It seems that there is something awfully present tense about beauty. Of course, we can all remember a time when we saw or experienced something beautiful, and that memory is fond. But, honestly, wouldn’t it be sad to live out one’s entire existence thinking that the memory of a beautiful experience was the only beauty there was? It seems to me that beauty is really always best as present tense–in this moment. Now. The memory of a beautiful think or person or event or landscape is a treasure, but in a sense it ceases to be beauty. It becomes a good memory.
Beauty is now. Hafiz captures what I am after in two little poems. Consider.
Stop Being So Religious
What
Do sad people have in
Common?
It seems
They have all built a shrine
To the past
And often go there
And do a strange wail and
Worship.
What is the beginning of
Happiness?
It is to stop being
So religious
Like That.
(“The Gift” – versions of Hafiz by Daniel Ladinsky)
That is the problem of the past. But, he also captures the present tense of beauty in this little verse:
Every child has known God
Every child has known God,
Not the God of names,
Not the God of don’ts,
Not the God who ever does Anything weird,
But the God who knows only 4 words.
And keeps repeating them, saying:
“Come Dance with Me , come dance.”
— Hafiz
I wonder today what people, what events, what landscapes, what experiences will whisper those words to us: Come Dance with Me.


The listing is to be duplicated in full, exactly as written.
== Segment start ==
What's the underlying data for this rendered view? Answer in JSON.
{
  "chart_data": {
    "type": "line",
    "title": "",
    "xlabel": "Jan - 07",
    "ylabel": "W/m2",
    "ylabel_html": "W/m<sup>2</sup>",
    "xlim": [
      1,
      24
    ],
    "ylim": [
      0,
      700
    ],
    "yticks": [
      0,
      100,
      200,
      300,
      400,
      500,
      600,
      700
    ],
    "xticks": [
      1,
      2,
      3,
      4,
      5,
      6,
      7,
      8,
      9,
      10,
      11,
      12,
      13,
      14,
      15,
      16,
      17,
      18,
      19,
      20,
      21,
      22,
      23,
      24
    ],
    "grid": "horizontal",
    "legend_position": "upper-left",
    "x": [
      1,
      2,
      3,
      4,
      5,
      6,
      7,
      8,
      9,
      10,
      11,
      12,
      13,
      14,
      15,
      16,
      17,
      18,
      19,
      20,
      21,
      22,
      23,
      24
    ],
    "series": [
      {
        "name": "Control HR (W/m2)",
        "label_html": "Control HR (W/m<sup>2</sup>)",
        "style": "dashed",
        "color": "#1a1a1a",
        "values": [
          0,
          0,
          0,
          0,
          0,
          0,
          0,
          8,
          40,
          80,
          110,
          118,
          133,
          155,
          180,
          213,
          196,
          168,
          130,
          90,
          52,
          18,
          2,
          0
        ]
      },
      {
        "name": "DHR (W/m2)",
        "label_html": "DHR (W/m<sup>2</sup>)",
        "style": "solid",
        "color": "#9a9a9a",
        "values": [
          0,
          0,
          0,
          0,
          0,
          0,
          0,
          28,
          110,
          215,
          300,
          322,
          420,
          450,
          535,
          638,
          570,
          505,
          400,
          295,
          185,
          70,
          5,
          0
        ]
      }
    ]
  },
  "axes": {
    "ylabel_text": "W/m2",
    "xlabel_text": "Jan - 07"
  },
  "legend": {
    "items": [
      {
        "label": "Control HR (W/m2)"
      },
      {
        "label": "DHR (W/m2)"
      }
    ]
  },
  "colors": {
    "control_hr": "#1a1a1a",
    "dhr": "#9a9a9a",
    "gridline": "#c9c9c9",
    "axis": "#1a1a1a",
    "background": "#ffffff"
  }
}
== Segment end ==
• Answer box:
What's the underlying data for this rendered view? Answer in JSON.
{
  "chart_data": {
    "type": "line",
    "title": "",
    "xlabel": "Jan - 07",
    "ylabel": "W/m2",
    "ylabel_html": "W/m<sup>2</sup>",
    "xlim": [
      1,
      24
    ],
    "ylim": [
      0,
      700
    ],
    "yticks": [
      0,
      100,
      200,
      300,
      400,
      500,
      600,
      700
    ],
    "xticks": [
      1,
      2,
      3,
      4,
      5,
      6,
      7,
      8,
      9,
      10,
      11,
      12,
      13,
      14,
      15,
      16,
      17,
      18,
      19,
      20,
      21,
      22,
      23,
      24
    ],
    "grid": "horizontal",
    "legend_position": "upper-left",
    "x": [
      1,
      2,
      3,
      4,
      5,
      6,
      7,
      8,
      9,
      10,
      11,
      12,
      13,
      14,
      15,
      16,
      17,
      18,
      19,
      20,
      21,
      22,
      23,
      24
    ],
    "series": [
      {
        "name": "Control HR (W/m2)",
        "label_html": "Control HR (W/m<sup>2</sup>)",
        "style": "dashed",
        "color": "#1a1a1a",
        "values": [
          0,
          0,
          0,
          0,
          0,
          0,
          0,
          8,
          40,
          80,
          110,
          118,
          133,
          155,
          180,
          213,
          196,
          168,
          130,
          90,
          52,
          18,
          2,
          0
        ]
      },
      {
        "name": "DHR (W/m2)",
        "label_html": "DHR (W/m<sup>2</sup>)",
        "style": "solid",
        "color": "#9a9a9a",
        "values": [
          0,
          0,
          0,
          0,
          0,
          0,
          0,
          28,
          110,
          215,
          300,
          322,
          420,
          450,
          535,
          638,
          570,
          505,
          400,
          295,
          185,
          70,
          5,
          0
        ]
      }
    ]
  },
  "axes": {
    "ylabel_text": "W/m2",
    "xlabel_text": "Jan - 07"
  },
  "legend": {
    "items": [
      {
        "label": "Control HR (W/m2)"
      },
      {
        "label": "DHR (W/m2)"
      }
    ]
  },
  "colors": {
    "control_hr": "#1a1a1a",
    "dhr": "#9a9a9a",
    "gridline": "#c9c9c9",
    "axis": "#1a1a1a",
    "background": "#ffffff"
  }
}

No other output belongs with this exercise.